Last night I arrived home and checked my mail. In my mailbox was an envelope from the lovely SH and inside it was full of SLTP-style WARM FUZZIES! Thank you for the heart-touch.
Yay, There are SLTP visitors coming to town this week. The SLTP C-team is coming to visit today. They are bringing me my staff manual since I haven't been able to get down there to pick it up. Then later this week another LI will be in the area and we are going to have coffee or lunch or tea or something fabulous.
I am heartbroken by the suicide of Tyler Clementi. I am heartbroken by the pain that we cause each other for no reason other than fear.
I started writing this post on Friday. I got the very first sentence out before I started crying in my office. I work at a college. I work with students every single day and feel the depth of their desire to belong and to feel welcome. A big part of my job is to help find ways to give them connection to each other, to the campus community and to the world at large. Everyday I see the many little things that we all do to each other that cause such pain. Most of the time these things are passed off as "jokes".
It isn't funny.
I have been lucky enough to work with an extraordinary program called SLTP - the Student Leadership Training Program - that has been naming this very real and very devastating problem with bullying and hazing for a long time now. Why does it take death for the rest of the world to wonder, to question, to say something...? When do we stop hiding ourselves behind the idea that "boys will be boys" or "girls will be girls"? When do we stop saying that this is a phase or that it will make us stronger?

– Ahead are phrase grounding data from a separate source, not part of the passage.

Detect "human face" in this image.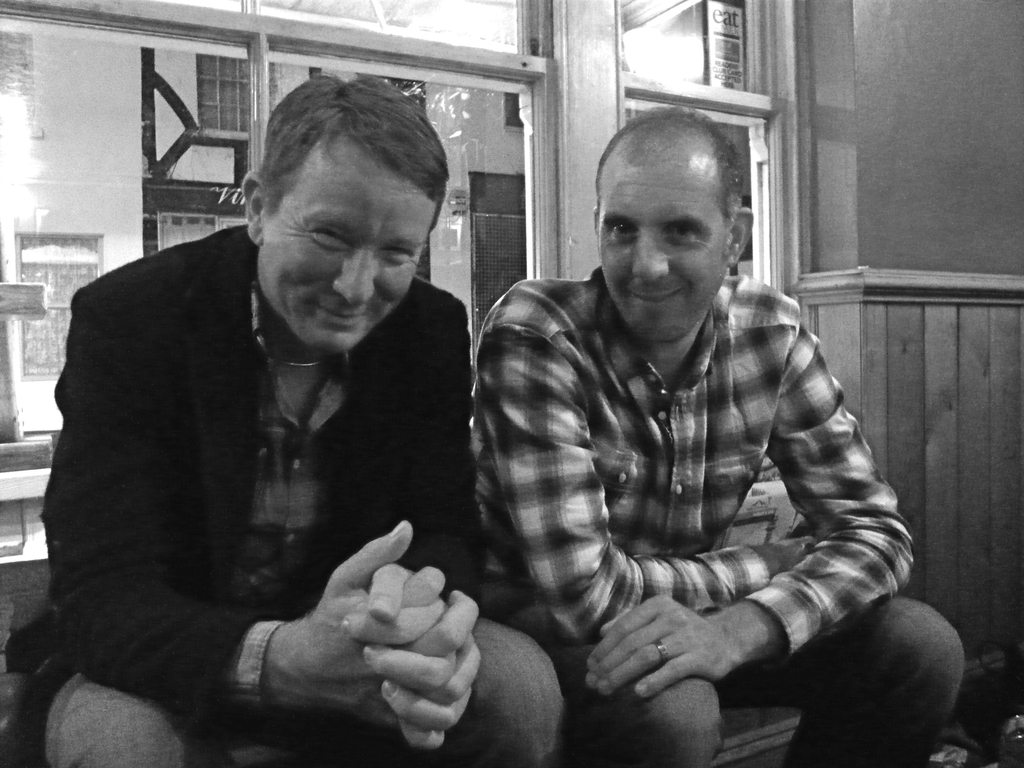
Detection: (left=263, top=138, right=438, bottom=353).
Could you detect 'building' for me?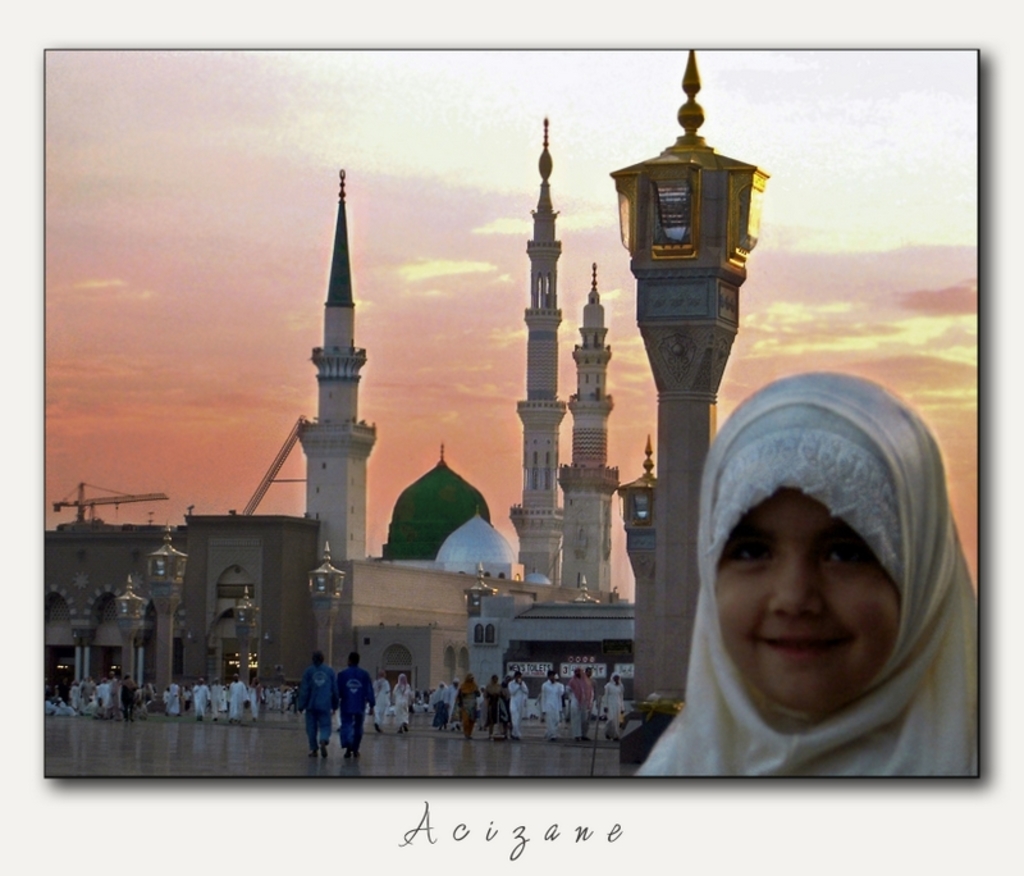
Detection result: 38,515,321,697.
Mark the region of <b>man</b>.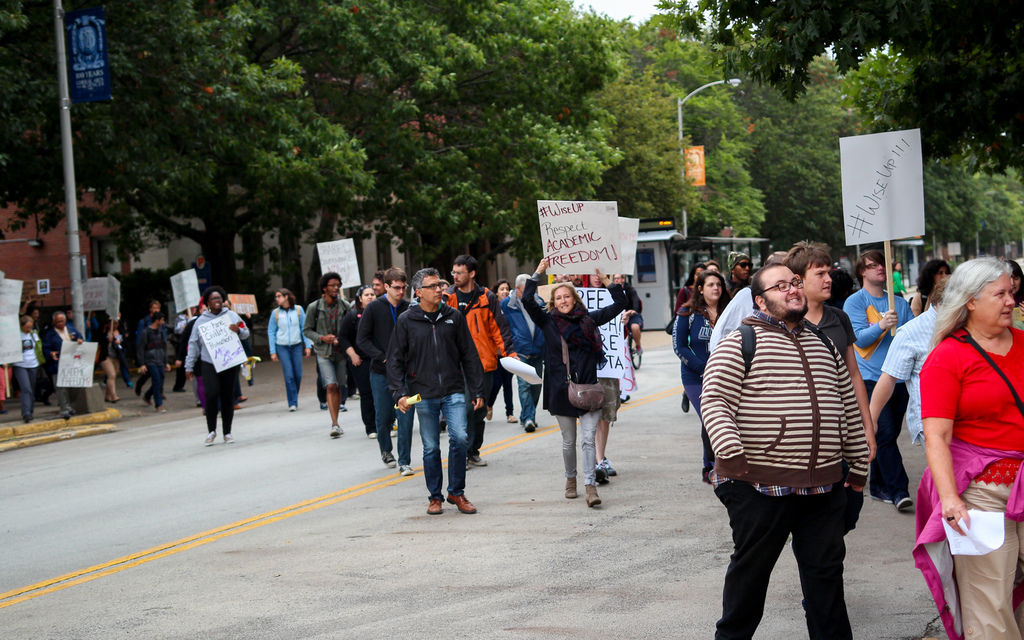
Region: (left=135, top=314, right=173, bottom=413).
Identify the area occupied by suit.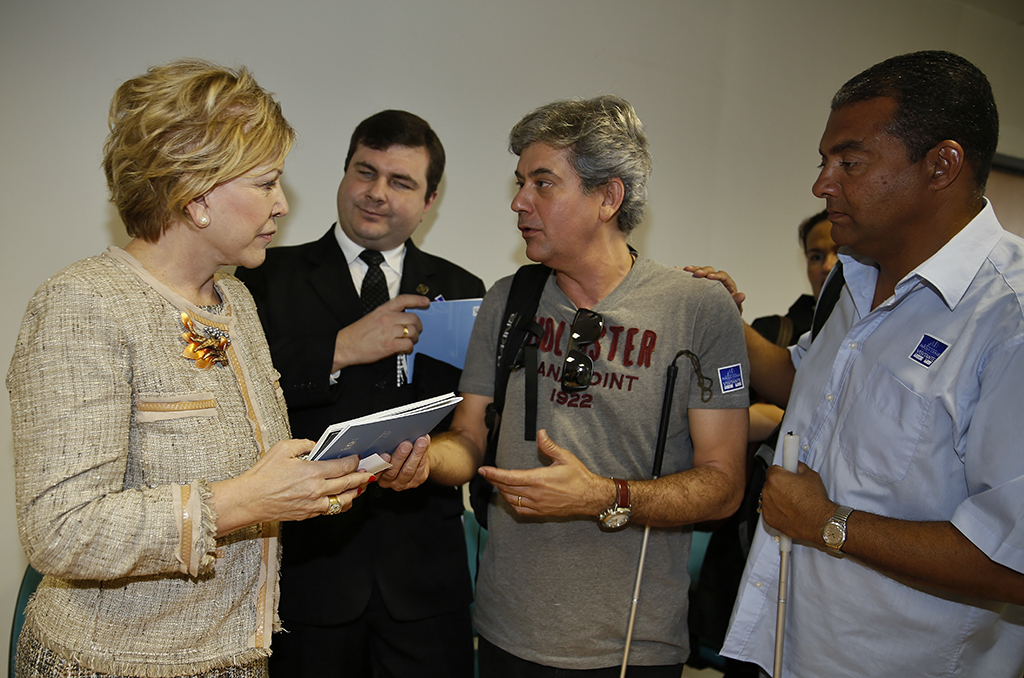
Area: left=238, top=220, right=493, bottom=677.
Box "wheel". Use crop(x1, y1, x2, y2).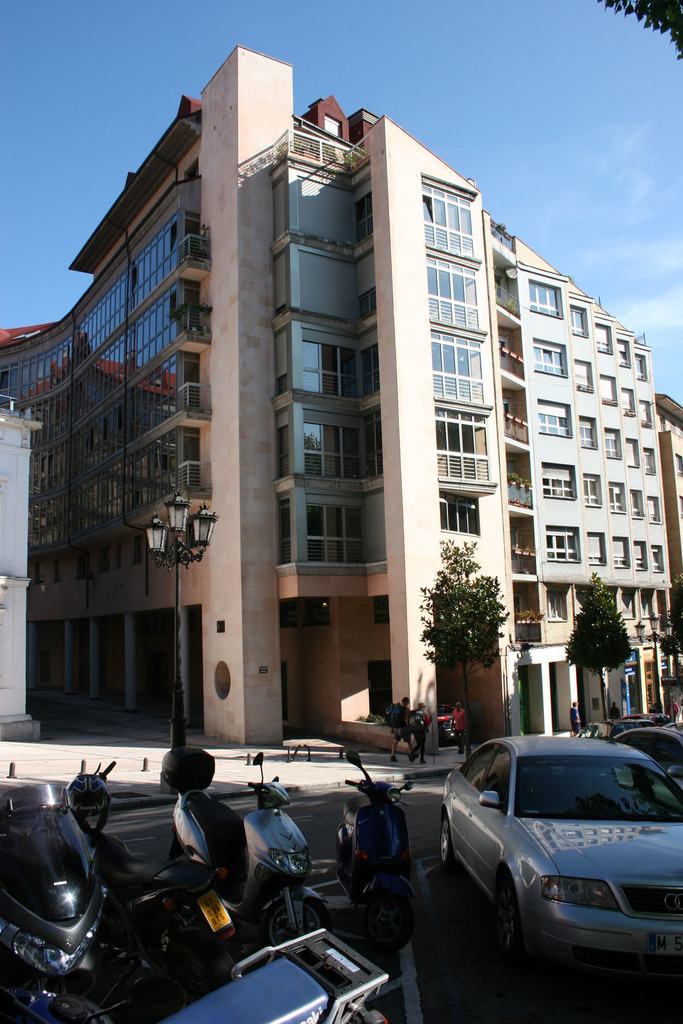
crop(440, 814, 457, 870).
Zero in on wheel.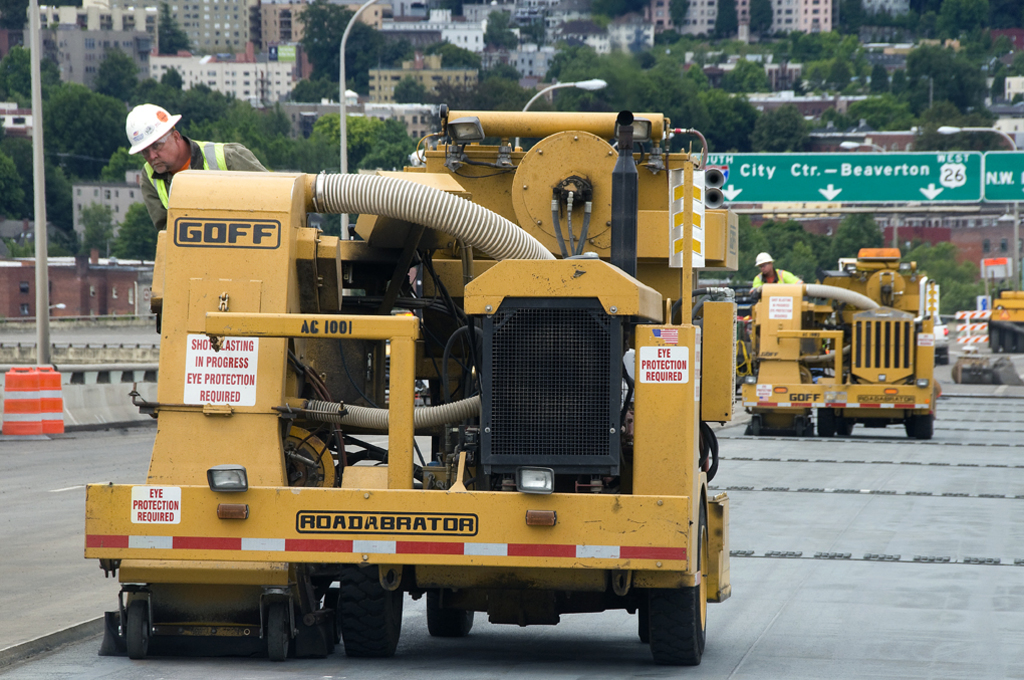
Zeroed in: <box>425,589,474,638</box>.
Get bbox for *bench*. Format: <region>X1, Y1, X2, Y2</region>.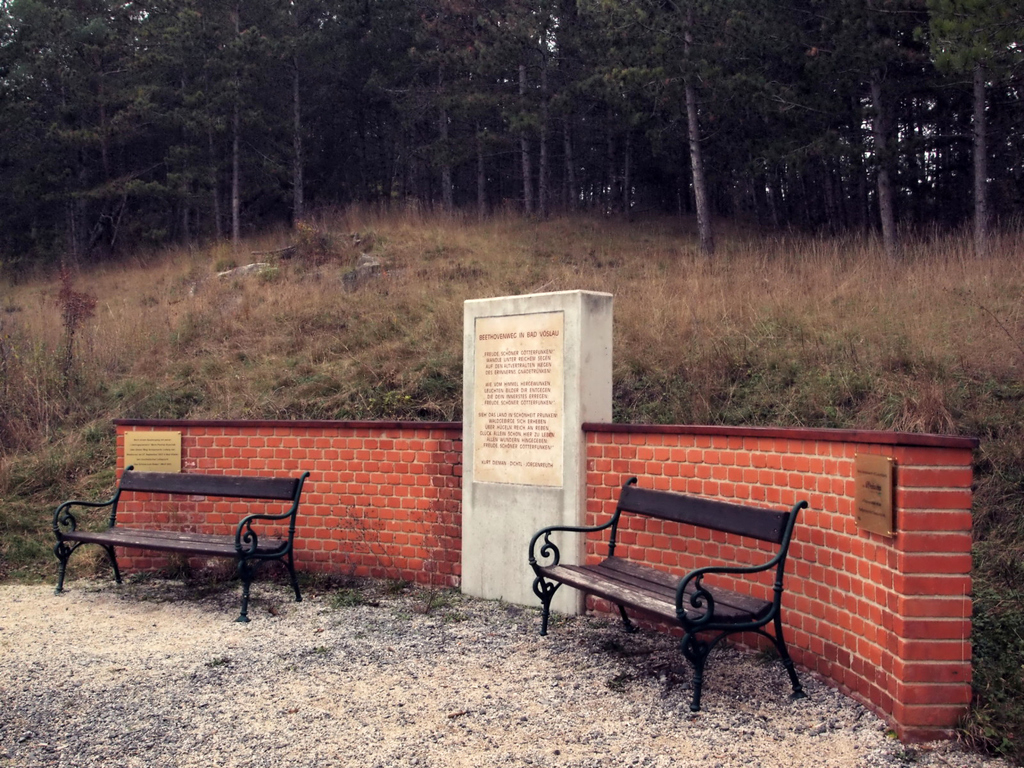
<region>532, 478, 812, 716</region>.
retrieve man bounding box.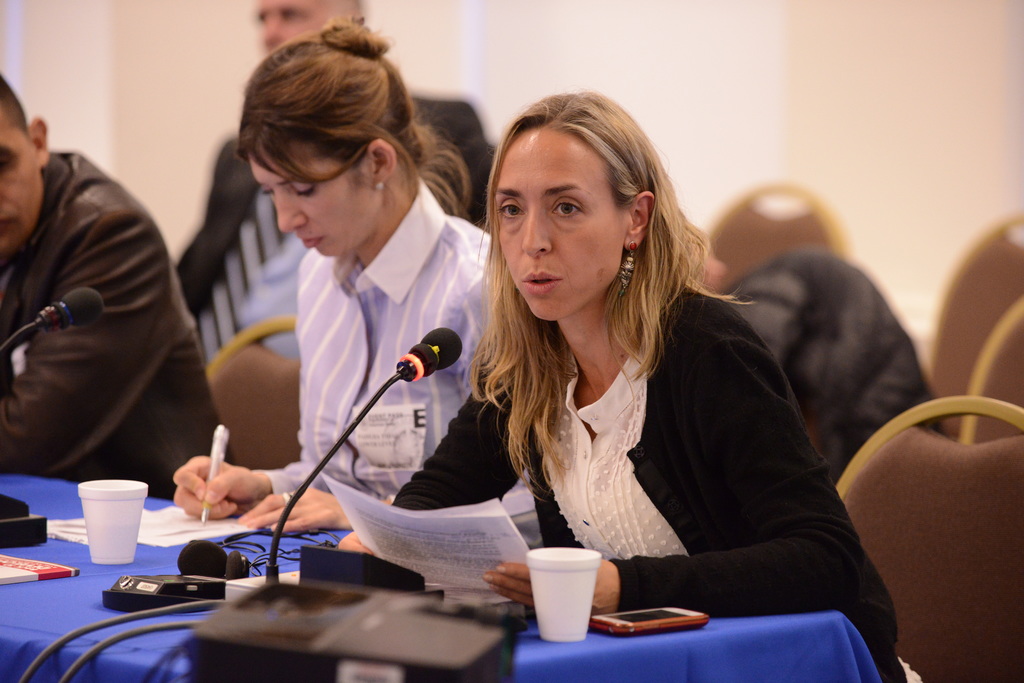
Bounding box: bbox(168, 0, 494, 364).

How many students have to be hurt before we start expecting more from ourselves and standing up for those that feel so beaten down they can't stand up for themselves?
I work on a college campus and need to do something. I am working with a group of colleagues to start a dialogue, do some training and start reaching out to students. It is good to feel like we are doing something and I have hope that it may make a difference. We work on a college campus with students...It is our responsibility to care and to act.
This isn't a post about joy but about action. I don't know who is reading this but I urge you to act in whatever ways you are able. Every small thing makes an impact. Please make yours.
In my office there is a bowl of quotes. All kinds of quotes about kindness, gratitude, friendship, diversity... Every few days I pull out a quote and I write it on the dry erase board on my door. Today I pulled a quote that has been a part of my life for a long time:
"None of us is as smart as all of us." - Ken Blanchard
I pulled the quote out, read it and immediately started smiling. SLTP, the Student Leadership Training Program, has been a part of my life since I was 13 years old and now I'm 31. This program has shaped who I am and changed my life. I hope I give it even a small piece of what it gives me. This quote remains a reminder to our staff that together we are stronger and smarter than we are alone. It is a lesson that is often missing from other parts of my life as members of organizations all try and be the best all by themselves.
The lesson that together we are better is one that we all need to understand more fully and embrace as part of making all aspects of our lives better.
Choosing that particular quote out of the bowl reminded me of all the wonderful people I have been lucky enough to work with through SLTP and the amazing experiences I have been lucky to have. I am truly blessed to get to work with this group and this program.
************** SHAMELESS PLUG:
If you are reading this and have or know children in grades 7-12, give them the opportunity to do something amazing and join the SLTP family.